A Night at the Shore
by Tony Knighton
Brash Books, 2024

 

 

Tony Knighton’s third Nameless Thief crime novel, A Night at the Shore, is a fast-driving, exciting, and downright cool heist tale where everything goes wrong in a hurry. Nameless—or the man of many names and none of them his own—takes what he thinks is a low-risk burglary job in the Jersey shore town of Margate; a stone’s throw from Atlantic City. Buddy, a hardnosed poker dealer at an A.C. casino, a fence, and a planner, throws the job to Nameless without many details.
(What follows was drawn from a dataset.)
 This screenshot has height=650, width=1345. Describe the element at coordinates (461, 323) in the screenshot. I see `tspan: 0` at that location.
     The target is a degenerate gambler named Charlie. Buddy doesn’t know his last name, but he, Buddy, is convinced Charlie’s gambling stake—maybe as much as $10,000—will be an easy snatch from his home. But for it to work, the job requires a quick turnaround to be timed with a big Atlantic storm forecasted in two days, on a Friday night. Nameless, distracted by his girlfriend’s sudden announcement that she is going away for an extended period (and maybe forever), neglects to research Charlie on his own. A big mistake since Nameless, after being interrupted searching Charlie’s house for valuables, spends the entire night running for his life—from a wicked storm and a cadre of extremely angry and homicidal cops—while trying to figure out why a simple burglary has made him so hot.
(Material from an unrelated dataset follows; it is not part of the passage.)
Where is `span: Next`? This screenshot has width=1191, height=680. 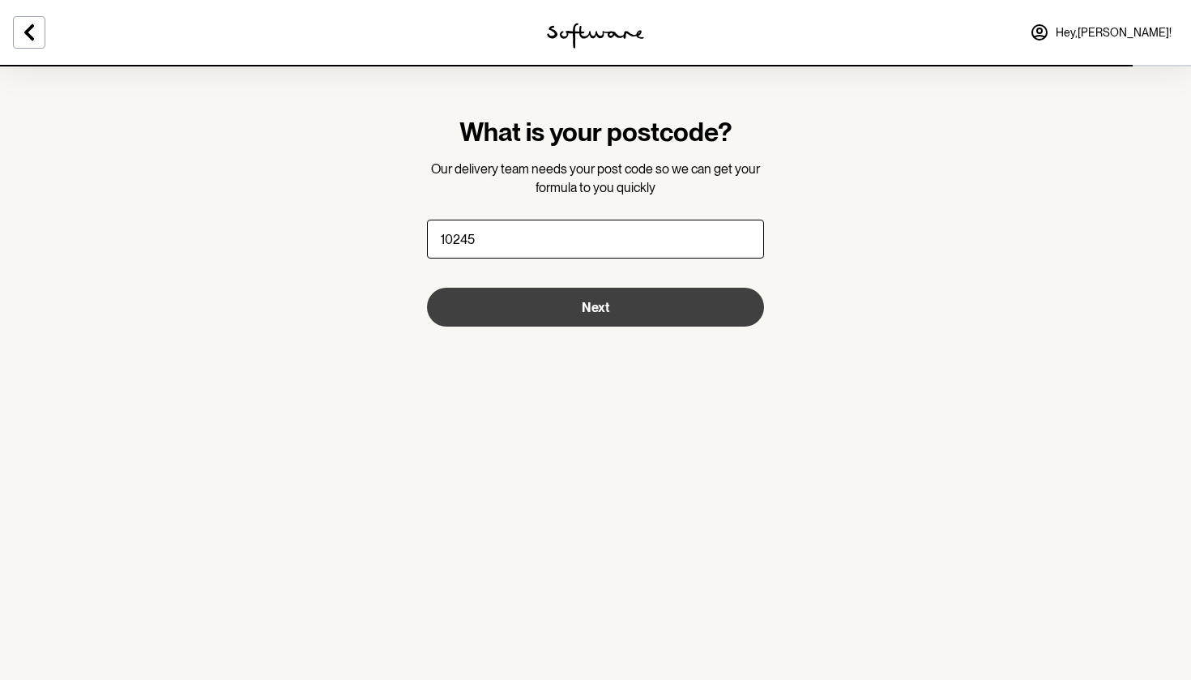
span: Next is located at coordinates (596, 307).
     A Night at the Shore is pure adrenaline; from its laconic, muscular prose, to it is compact and tight plotting, and to its lightning-fast pacing. Nameless is an anti-hero in every sense—he is violent, emotionless, and pitiless—but, much like Richard Stark’s Parker, his actions are governed by what is necessary for the situation. He only hurts those who threaten him and his violence never exceeds what is required, which gives the reader permission to root for the villain. Even better, Nameless takes his own lumps along with everyone else. A Night at the Shore is my first experience with Nameless and Tony Knighton’s writing in general, but it certainly won’t be my last.